- What is a digital marketing CRM?
- A digital marketing CRM is a customer relationship management platform shaped around how digital marketing agencies (and in-house marketing teams) actually work: clients (not deals) as the primary entity, retainer relationships (not one-time sales), per-active-client pricing (not per-seat), and integrated tracking infrastructure for the analytics + ad + conversion stack each client runs on. Sales CRMs (HubSpot, Salesforce, Pipedrive) solve a different problem — closing deals — and are inappropriate as the primary tool for agencies whose work begins post-close.
- How is a digital marketing CRM different from a sales CRM?
- Sales CRMs are deal-shaped: pipeline stages, win rates, sequences, dialers. Digital marketing CRMs are client-shaped: retainers, projects, channel-specific views (PPC / SEO / social / CRO), inbound email threading per client, and (for the platforms that ship it) tracking-infrastructure-as-data. Trying to run a digital marketing agency on a sales CRM means rebuilding the agency model in custom fields — and the model decays the moment a team member leaves.
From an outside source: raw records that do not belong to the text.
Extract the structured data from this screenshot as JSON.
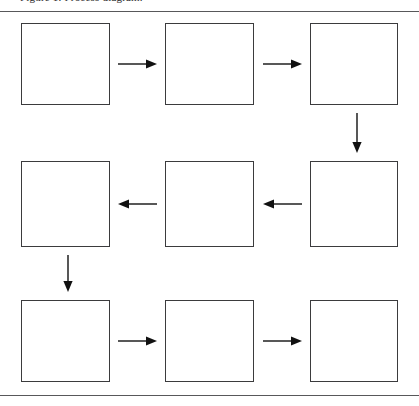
{
  "figure": {
    "type": "flowchart",
    "layout": "serpentine-grid-3x3",
    "clipped_caption": "Figure 1. Process diagram.",
    "background_color": "#ffffff",
    "line_color": "#3b3b3d",
    "arrow_color": "#111111",
    "rule_color": "#58585a",
    "canvas": {
      "width": 419,
      "height": 406
    }
  },
  "rules": [
    {
      "name": "top-rule",
      "y": 11
    },
    {
      "name": "bottom-rule",
      "y": 395
    }
  ],
  "boxes": [
    {
      "id": "box-1",
      "label": "",
      "row": 1,
      "col": 1,
      "x": 21,
      "y": 23,
      "w": 89,
      "h": 82
    },
    {
      "id": "box-2",
      "label": "",
      "row": 1,
      "col": 2,
      "x": 165,
      "y": 23,
      "w": 89,
      "h": 82
    },
    {
      "id": "box-3",
      "label": "",
      "row": 1,
      "col": 3,
      "x": 310,
      "y": 23,
      "w": 88,
      "h": 82
    },
    {
      "id": "box-4",
      "label": "",
      "row": 2,
      "col": 1,
      "x": 21,
      "y": 161,
      "w": 89,
      "h": 86
    },
    {
      "id": "box-5",
      "label": "",
      "row": 2,
      "col": 2,
      "x": 165,
      "y": 161,
      "w": 89,
      "h": 86
    },
    {
      "id": "box-6",
      "label": "",
      "row": 2,
      "col": 3,
      "x": 310,
      "y": 161,
      "w": 88,
      "h": 86
    },
    {
      "id": "box-7",
      "label": "",
      "row": 3,
      "col": 1,
      "x": 21,
      "y": 300,
      "w": 89,
      "h": 82
    },
    {
      "id": "box-8",
      "label": "",
      "row": 3,
      "col": 2,
      "x": 165,
      "y": 300,
      "w": 89,
      "h": 82
    },
    {
      "id": "box-9",
      "label": "",
      "row": 3,
      "col": 3,
      "x": 310,
      "y": 300,
      "w": 88,
      "h": 82
    }
  ],
  "arrows": [
    {
      "id": "arrow-1-2",
      "from": "box-1",
      "to": "box-2",
      "direction": "right",
      "x1": 118,
      "y1": 64,
      "x2": 157,
      "y2": 64
    },
    {
      "id": "arrow-2-3",
      "from": "box-2",
      "to": "box-3",
      "direction": "right",
      "x1": 263,
      "y1": 64,
      "x2": 302,
      "y2": 64
    },
    {
      "id": "arrow-3-6",
      "from": "box-3",
      "to": "box-6",
      "direction": "down",
      "x1": 357,
      "y1": 113,
      "x2": 357,
      "y2": 153
    },
    {
      "id": "arrow-6-5",
      "from": "box-6",
      "to": "box-5",
      "direction": "left",
      "x1": 302,
      "y1": 204,
      "x2": 263,
      "y2": 204
    },
    {
      "id": "arrow-5-4",
      "from": "box-5",
      "to": "box-4",
      "direction": "left",
      "x1": 157,
      "y1": 204,
      "x2": 118,
      "y2": 204
    },
    {
      "id": "arrow-4-7",
      "from": "box-4",
      "to": "box-7",
      "direction": "down",
      "x1": 68,
      "y1": 255,
      "x2": 68,
      "y2": 292
    },
    {
      "id": "arrow-7-8",
      "from": "box-7",
      "to": "box-8",
      "direction": "right",
      "x1": 118,
      "y1": 341,
      "x2": 157,
      "y2": 341
    },
    {
      "id": "arrow-8-9",
      "from": "box-8",
      "to": "box-9",
      "direction": "right",
      "x1": 263,
      "y1": 341,
      "x2": 302,
      "y2": 341
    }
  ]
}
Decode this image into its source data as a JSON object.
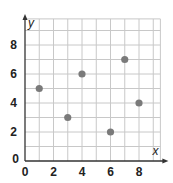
{
  "chart_data": {
    "type": "scatter",
    "title": "",
    "xlabel": "x",
    "ylabel": "y",
    "xlim": [
      0,
      9.5
    ],
    "ylim": [
      0,
      9.8
    ],
    "grid": true,
    "x_ticks": [
      0,
      2,
      4,
      6,
      8
    ],
    "y_ticks": [
      0,
      2,
      4,
      6,
      8
    ],
    "x_tick_labels": [
      "0",
      "2",
      "4",
      "6",
      "8"
    ],
    "y_tick_labels": [
      "0",
      "2",
      "4",
      "6",
      "8"
    ],
    "points": [
      {
        "x": 1,
        "y": 5
      },
      {
        "x": 3,
        "y": 3
      },
      {
        "x": 4,
        "y": 6
      },
      {
        "x": 6,
        "y": 2
      },
      {
        "x": 7,
        "y": 7
      },
      {
        "x": 8,
        "y": 4
      }
    ],
    "colors": {
      "grid": "#c8c8c8",
      "axis": "#333333",
      "point": "#7a7a7a",
      "text": "#222222"
    }
  }
}
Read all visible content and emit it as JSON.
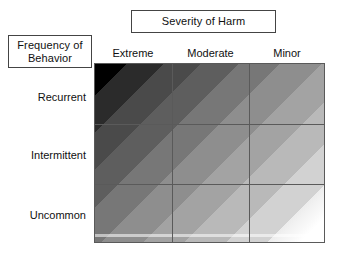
{
  "headers": {
    "column_group_label": "Severity of Harm",
    "row_group_label": "Frequency of\nBehavior"
  },
  "columns": [
    {
      "label": "Extreme"
    },
    {
      "label": "Moderate"
    },
    {
      "label": "Minor"
    }
  ],
  "rows": [
    {
      "label": "Recurrent"
    },
    {
      "label": "Intermittent"
    },
    {
      "label": "Uncommon"
    }
  ],
  "chart_data": {
    "type": "heatmap",
    "title": "",
    "xlabel": "Severity of Harm",
    "ylabel": "Frequency of Behavior",
    "categories_x": [
      "Extreme",
      "Moderate",
      "Minor"
    ],
    "categories_y": [
      "Recurrent",
      "Intermittent",
      "Uncommon"
    ],
    "legend": "none",
    "grid": true,
    "note": "Continuous diagonal grayscale ramp; darkest (black) at Recurrent/Extreme, lightest (white) at Uncommon/Minor. Cell values below are the approximate mean gray level (0 = black, 100 = white) of each cell.",
    "values": [
      [
        8,
        38,
        62
      ],
      [
        38,
        62,
        84
      ],
      [
        62,
        84,
        99
      ]
    ],
    "cell_colors": [
      [
        "#151515",
        "#616161",
        "#9e9e9e"
      ],
      [
        "#616161",
        "#9e9e9e",
        "#d6d6d6"
      ],
      [
        "#9e9e9e",
        "#d6d6d6",
        "#fcfcfc"
      ]
    ],
    "ramp_direction": "135deg (top-left to bottom-right)",
    "ramp_stops": [
      "#000000",
      "#2b2b2b",
      "#4a4a4a",
      "#5e5e5e",
      "#777777",
      "#8e8e8e",
      "#a3a3a3",
      "#b9b9b9",
      "#d2d2d2",
      "#ededed",
      "#ffffff"
    ],
    "colors": {
      "darkest": "#000000",
      "lightest": "#ffffff",
      "grid_line": "#5a5a5a",
      "box_border": "#444444",
      "text": "#101010",
      "background": "#ffffff"
    }
  }
}
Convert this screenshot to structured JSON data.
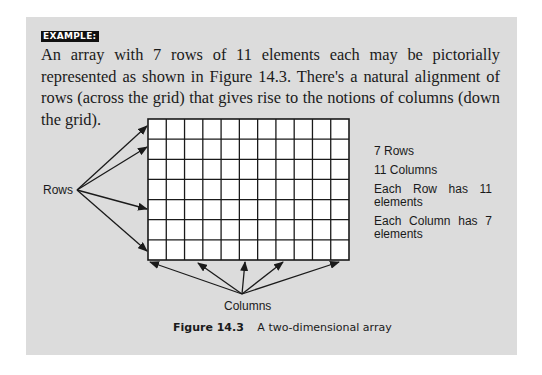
{
  "example_box": {
    "label": "EXAMPLE:",
    "paragraph": "An array with 7 rows of 11 elements each may be pictorially represented as shown in Figure 14.3. There's a natural alignment of rows (across the grid) that gives rise to the notions of columns (down the grid)."
  },
  "figure": {
    "grid": {
      "rows": 7,
      "columns": 11
    },
    "rows_label": "Rows",
    "columns_label": "Columns",
    "facts": [
      {
        "line1": "7 Rows",
        "line2": ""
      },
      {
        "line1": "11 Columns",
        "line2": ""
      },
      {
        "line1": "Each Row has 11",
        "line2": "elements"
      },
      {
        "line1": "Each Column has 7",
        "line2": "elements"
      }
    ],
    "caption_number": "Figure 14.3",
    "caption_text": "A two-dimensional array"
  },
  "colors": {
    "panel_background": "#dcdcdc",
    "grid_fill": "#ffffff",
    "line": "#1a1a1a"
  }
}
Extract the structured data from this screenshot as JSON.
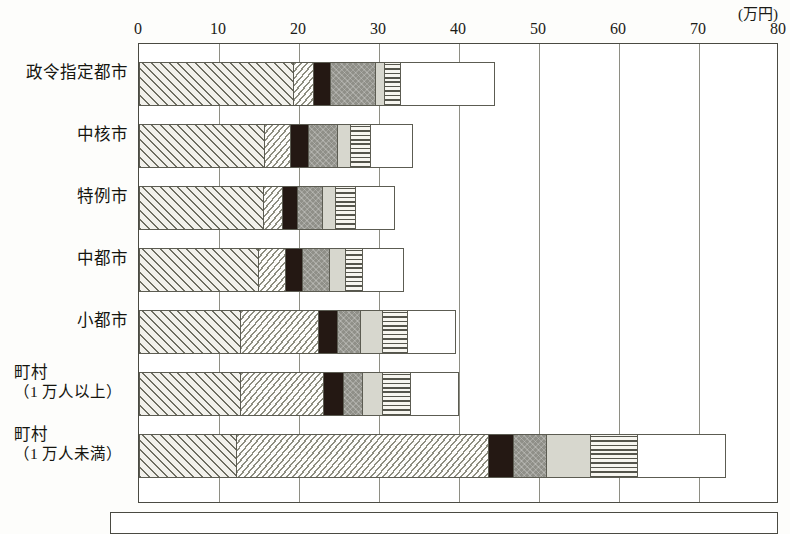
{
  "chart_data": {
    "type": "bar",
    "orientation": "horizontal",
    "stacked": true,
    "title": "",
    "xlabel": "",
    "ylabel": "",
    "unit_label": "(万円)",
    "xlim": [
      0,
      80
    ],
    "xticks": [
      0,
      10,
      20,
      30,
      40,
      50,
      60,
      70,
      80
    ],
    "xtick_labels": [
      "0",
      "10",
      "20",
      "30",
      "40",
      "50",
      "60",
      "70",
      "80"
    ],
    "grid": true,
    "legend_position": "bottom",
    "categories": [
      "政令指定都市",
      "中核市",
      "特例市",
      "中都市",
      "小都市",
      "町村（1万人以上）",
      "町村（1万人未満）"
    ],
    "category_lines": [
      [
        "政令指定都市"
      ],
      [
        "中核市"
      ],
      [
        "特例市"
      ],
      [
        "中都市"
      ],
      [
        "小都市"
      ],
      [
        "町村",
        "（1 万人以上）"
      ],
      [
        "町村",
        "（1 万人未満）"
      ]
    ],
    "series": [
      {
        "name": "series-1",
        "pattern": "diagonal-hatch",
        "values": [
          19.4,
          15.8,
          15.6,
          15.0,
          12.8,
          12.8,
          12.2
        ]
      },
      {
        "name": "series-2",
        "pattern": "dotted-weave",
        "values": [
          2.5,
          3.2,
          2.4,
          3.4,
          9.7,
          10.3,
          31.5
        ]
      },
      {
        "name": "series-3",
        "pattern": "solid-black",
        "values": [
          2.1,
          2.3,
          1.9,
          2.1,
          2.4,
          2.5,
          3.2
        ]
      },
      {
        "name": "series-4",
        "pattern": "dark-gray",
        "values": [
          5.6,
          3.6,
          3.1,
          3.4,
          2.9,
          2.4,
          4.1
        ]
      },
      {
        "name": "series-5",
        "pattern": "light-gray",
        "values": [
          1.2,
          1.6,
          1.6,
          2.0,
          2.7,
          2.5,
          5.5
        ]
      },
      {
        "name": "series-6",
        "pattern": "horizontal-line",
        "values": [
          2.0,
          2.5,
          2.5,
          2.1,
          3.1,
          3.5,
          5.9
        ]
      },
      {
        "name": "series-7",
        "pattern": "white",
        "values": [
          11.7,
          5.3,
          4.9,
          5.1,
          6.0,
          6.0,
          11.0
        ]
      }
    ],
    "totals": [
      44.0,
      34.3,
      32.0,
      33.1,
      39.6,
      40.0,
      73.4
    ]
  },
  "legend": {
    "caption": ""
  }
}
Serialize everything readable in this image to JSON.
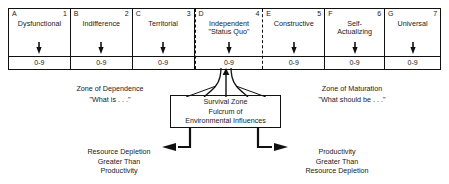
{
  "diagram": {
    "colors": {
      "line": "#111111",
      "text": "#1a1a1a",
      "background": "#ffffff"
    },
    "scale_cells": [
      {
        "letter": "A",
        "number": "1",
        "title": "Dysfunctional",
        "range": "0-9",
        "dashed": false
      },
      {
        "letter": "B",
        "number": "2",
        "title": "Indifference",
        "range": "0-9",
        "dashed": false
      },
      {
        "letter": "C",
        "number": "3",
        "title": "Territorial",
        "range": "0-9",
        "dashed": false
      },
      {
        "letter": "D",
        "number": "4",
        "title": "Independent\n\"Status Quo\"",
        "range": "0-9",
        "dashed": true
      },
      {
        "letter": "E",
        "number": "5",
        "title": "Constructive",
        "range": "0-9",
        "dashed": false
      },
      {
        "letter": "F",
        "number": "6",
        "title": "Self-\nActualizing",
        "range": "0-9",
        "dashed": false
      },
      {
        "letter": "G",
        "number": "7",
        "title": "Universal",
        "range": "0-9",
        "dashed": false
      }
    ],
    "zone_left": {
      "name": "Zone of Dependence",
      "question": "\"What is . . .\""
    },
    "zone_right": {
      "name": "Zone of Maturation",
      "question": "\"What should be . . .\""
    },
    "survival_box": {
      "line1": "Survival Zone",
      "line2": "Fulcrum of",
      "line3": "Environmental Influences"
    },
    "branch_left": {
      "text": "Resource Depletion\nGreater Than\nProductivity"
    },
    "branch_right": {
      "text": "Productivity\nGreater Than\nResource Depletion"
    },
    "icons": {
      "cell_arrow": "arrow-down-icon",
      "neck": "pinch-connector-icon",
      "branch": "branch-arrows-icon"
    }
  }
}
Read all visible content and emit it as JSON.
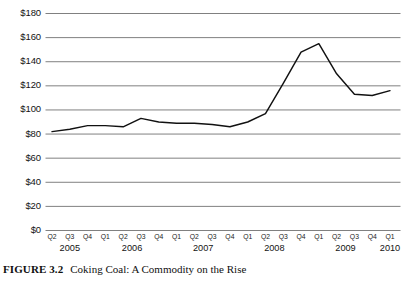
{
  "caption": {
    "label": "FIGURE 3.2",
    "text": "Coking Coal: A Commodity on the Rise"
  },
  "chart_data": {
    "type": "line",
    "title": "Coking Coal: A Commodity on the Rise",
    "xlabel": "",
    "ylabel": "",
    "ylim": [
      0,
      180
    ],
    "yticks": [
      0,
      20,
      40,
      60,
      80,
      100,
      120,
      140,
      160,
      180
    ],
    "ytick_labels": [
      "$0",
      "$20",
      "$40",
      "$60",
      "$80",
      "$100",
      "$120",
      "$140",
      "$160",
      "$180"
    ],
    "grid": true,
    "legend": "none",
    "line_color": "#111111",
    "grid_color": "#808080",
    "categories": [
      "Q2",
      "Q3",
      "Q4",
      "Q1",
      "Q2",
      "Q3",
      "Q4",
      "Q1",
      "Q2",
      "Q3",
      "Q4",
      "Q1",
      "Q2",
      "Q3",
      "Q4",
      "Q1",
      "Q2",
      "Q3",
      "Q4",
      "Q1"
    ],
    "year_groups": [
      {
        "year": "2005",
        "quarters": [
          "Q2",
          "Q3",
          "Q4"
        ]
      },
      {
        "year": "2006",
        "quarters": [
          "Q1",
          "Q2",
          "Q3",
          "Q4"
        ]
      },
      {
        "year": "2007",
        "quarters": [
          "Q1",
          "Q2",
          "Q3",
          "Q4"
        ]
      },
      {
        "year": "2008",
        "quarters": [
          "Q1",
          "Q2",
          "Q3",
          "Q4"
        ]
      },
      {
        "year": "2009",
        "quarters": [
          "Q1",
          "Q2",
          "Q3",
          "Q4"
        ]
      },
      {
        "year": "2010",
        "quarters": [
          "Q1"
        ]
      }
    ],
    "x_labels": [
      "Q2 2005",
      "Q3 2005",
      "Q4 2005",
      "Q1 2006",
      "Q2 2006",
      "Q3 2006",
      "Q4 2006",
      "Q1 2007",
      "Q2 2007",
      "Q3 2007",
      "Q4 2007",
      "Q1 2008",
      "Q2 2008",
      "Q3 2008",
      "Q4 2008",
      "Q1 2009",
      "Q2 2009",
      "Q3 2009",
      "Q4 2009",
      "Q1 2010"
    ],
    "values": [
      82,
      84,
      87,
      87,
      86,
      93,
      90,
      89,
      89,
      88,
      86,
      90,
      97,
      122,
      148,
      155,
      130,
      113,
      112,
      116
    ]
  }
}
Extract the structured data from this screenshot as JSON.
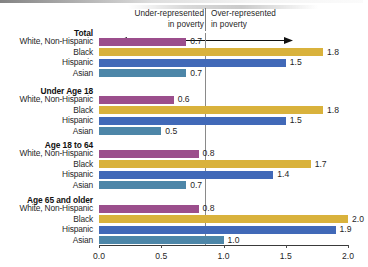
{
  "chart_data": {
    "type": "bar",
    "title": "",
    "xlabel": "",
    "ylabel": "",
    "orientation": "horizontal",
    "xlim": [
      0.0,
      2.0
    ],
    "xticks": [
      "0.0",
      "0.5",
      "1.0",
      "1.5",
      "2.0"
    ],
    "xtick_values": [
      0.0,
      0.5,
      1.0,
      1.5,
      2.0
    ],
    "grid": false,
    "reference_line": 1.0,
    "legend": "none",
    "annotations": {
      "left_line1": "Under-represented",
      "left_line2": "in poverty",
      "right_line1": "Over-represented",
      "right_line2": "in poverty",
      "arrow": "double-headed-arrow"
    },
    "categories": [
      "White, Non-Hispanic",
      "Black",
      "Hispanic",
      "Asian"
    ],
    "colors": {
      "White, Non-Hispanic": "#9B4E8C",
      "Black": "#D9B23C",
      "Hispanic": "#4169B8",
      "Asian": "#4D86A8"
    },
    "groups": [
      {
        "name": "Total",
        "rows": [
          {
            "label": "White, Non-Hispanic",
            "value": 0.7,
            "display": "0.7",
            "color": "#9B4E8C"
          },
          {
            "label": "Black",
            "value": 1.8,
            "display": "1.8",
            "color": "#D9B23C"
          },
          {
            "label": "Hispanic",
            "value": 1.5,
            "display": "1.5",
            "color": "#4169B8"
          },
          {
            "label": "Asian",
            "value": 0.7,
            "display": "0.7",
            "color": "#4D86A8"
          }
        ]
      },
      {
        "name": "Under Age 18",
        "rows": [
          {
            "label": "White, Non-Hispanic",
            "value": 0.6,
            "display": "0.6",
            "color": "#9B4E8C"
          },
          {
            "label": "Black",
            "value": 1.8,
            "display": "1.8",
            "color": "#D9B23C"
          },
          {
            "label": "Hispanic",
            "value": 1.5,
            "display": "1.5",
            "color": "#4169B8"
          },
          {
            "label": "Asian",
            "value": 0.5,
            "display": "0.5",
            "color": "#4D86A8"
          }
        ]
      },
      {
        "name": "Age 18 to 64",
        "rows": [
          {
            "label": "White, Non-Hispanic",
            "value": 0.8,
            "display": "0.8",
            "color": "#9B4E8C"
          },
          {
            "label": "Black",
            "value": 1.7,
            "display": "1.7",
            "color": "#D9B23C"
          },
          {
            "label": "Hispanic",
            "value": 1.4,
            "display": "1.4",
            "color": "#4169B8"
          },
          {
            "label": "Asian",
            "value": 0.7,
            "display": "0.7",
            "color": "#4D86A8"
          }
        ]
      },
      {
        "name": "Age 65 and older",
        "rows": [
          {
            "label": "White, Non-Hispanic",
            "value": 0.8,
            "display": "0.8",
            "color": "#9B4E8C"
          },
          {
            "label": "Black",
            "value": 2.0,
            "display": "2.0",
            "color": "#D9B23C"
          },
          {
            "label": "Hispanic",
            "value": 1.9,
            "display": "1.9",
            "color": "#4169B8"
          },
          {
            "label": "Asian",
            "value": 1.0,
            "display": "1.0",
            "color": "#4D86A8"
          }
        ]
      }
    ]
  }
}
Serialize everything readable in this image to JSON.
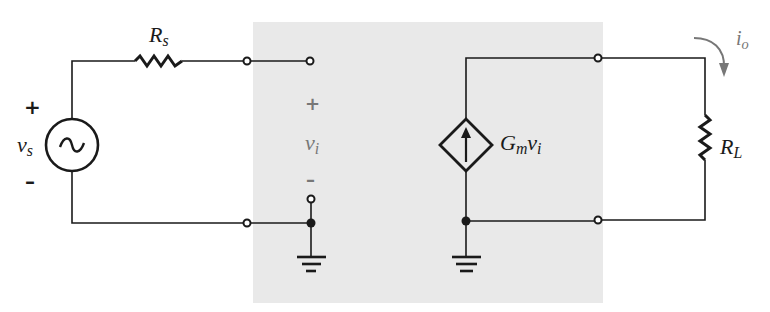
{
  "diagram": {
    "colors": {
      "wire": "#1a1a1a",
      "shaded_region": "#e9e9e9",
      "label_gray": "#777777",
      "arrow_gray": "#777777"
    },
    "source": {
      "symbol": "~",
      "label_main": "v",
      "label_sub": "s",
      "plus": "+",
      "minus": "–"
    },
    "source_resistor": {
      "label_main": "R",
      "label_sub": "s"
    },
    "input": {
      "label_main": "v",
      "label_sub": "i",
      "plus": "+",
      "minus": "–"
    },
    "dependent_source": {
      "label_main": "G",
      "label_sub": "m",
      "label_main2": "v",
      "label_sub2": "i",
      "direction": "up"
    },
    "output_current": {
      "label_main": "i",
      "label_sub": "o"
    },
    "load_resistor": {
      "label_main": "R",
      "label_sub": "L"
    }
  }
}
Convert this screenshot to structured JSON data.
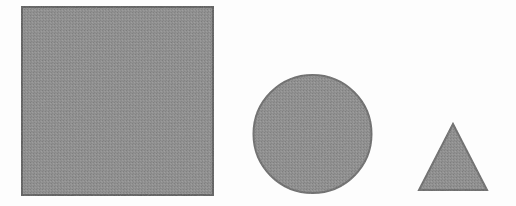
{
  "figure": {
    "title": "",
    "background_color": "#fdfdfd",
    "width": 516,
    "height": 206,
    "shape_fill_color": "#8a8a8a",
    "shape_outline_color": "#5f5f5f",
    "texture": "halftone-screen",
    "shapes": [
      {
        "name": "square",
        "label": "",
        "type": "rect",
        "x": 22,
        "y": 7,
        "width": 191,
        "height": 188,
        "fill": "#8a8a8a",
        "stroke": "#5c5c5c",
        "stroke_width": 2
      },
      {
        "name": "circle",
        "label": "",
        "type": "circle",
        "cx": 312.5,
        "cy": 134,
        "r": 59,
        "fill": "#8a8a8a",
        "stroke": "#6a6a6a",
        "stroke_width": 2
      },
      {
        "name": "triangle",
        "label": "",
        "type": "polygon",
        "points": "453,124 487,190 419,190",
        "apex_x": 453,
        "apex_y": 124,
        "base_left_x": 419,
        "base_right_x": 487,
        "base_y": 190,
        "fill": "#8a8a8a",
        "stroke": "#6a6a6a",
        "stroke_width": 2
      }
    ]
  }
}
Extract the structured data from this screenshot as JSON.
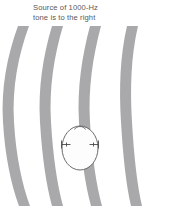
{
  "figure": {
    "caption_line1": "Source of 1000-Hz",
    "caption_line2": "tone is to the right",
    "caption": "Source of 1000-Hz\ntone is to the right",
    "caption_color": "#58585a",
    "background_color": "#ffffff"
  },
  "scene": {
    "sound_source_direction": "right",
    "tone_frequency": "1000-Hz",
    "view": "top-down head",
    "wavefronts": {
      "count": 4,
      "color": "#a9a9ab",
      "band_width": 10,
      "curvature": "concave toward the right",
      "top_x": [
        18,
        52,
        90,
        127
      ],
      "mid_x": [
        3,
        40,
        79,
        121
      ],
      "bottom_x": [
        19,
        52,
        91,
        128
      ]
    },
    "head": {
      "outline_color": "#5b5b5d",
      "fill_color": "#fdfdfd",
      "center_x": 80,
      "center_y": 122,
      "radius_x": 18,
      "radius_y": 22,
      "nose_label": "nose",
      "ears": 2,
      "ear_y": 118
    }
  }
}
- What is the best digital marketing CRM in 2026?
- Depends on the agency's shape. For digital marketing agencies where tracking infrastructure is part of the work (PPC, SEO, performance marketing), Phloz is the only platform that ships the tracking map as a first-class data model. For agencies prioritising budget pacing + utilisation reporting at 20+ team size, Productive. For tiny shops mostly selling rather than delivering, Pipedrive. For "we already sell HubSpot to clients" agencies, HubSpot Solutions Partner program. There is no universal answer; the question is which trade-off fits your agency shape.
- How much should a digital marketing CRM cost?
- For a 5-10 person agency running 10-30 clients: $50-300/mo on a per-active-client tool, $200-1,500/mo on a per-seat tool. The 10x rule: project to 10x your current client count and check the bill. Per-seat tools tend to bite at scale; per-active-client tools tend to compound predictably. Watch out for tools that bundle "marketing automation" features you won't use into a $1,200+ tier.
- Do I need a digital marketing CRM if I only have a few clients?
- At 1-3 clients, a Notion workspace + a Google Sheet + a shared Drive folder is genuinely fine. The pain point is migration: at 5-10 clients, the spreadsheet starts losing context, retention starts depending on memory, and onboarding new team members starts taking weeks. The right time to switch is just before that pain — typically when you sign your fourth or fifth retainer.
- Can I use a sales CRM as my primary digital marketing CRM?
- You can; it just costs you. Most agencies that try to run on HubSpot or Pipedrive end up running PARALLEL ops in spreadsheets within six months — the sales CRM doesn't model client retainers, channel-specific work, or tracking infrastructure, so the agency rebuilds those primitives elsewhere. The split-systems pattern works at small scale (1-3 clients) but breaks structurally past that.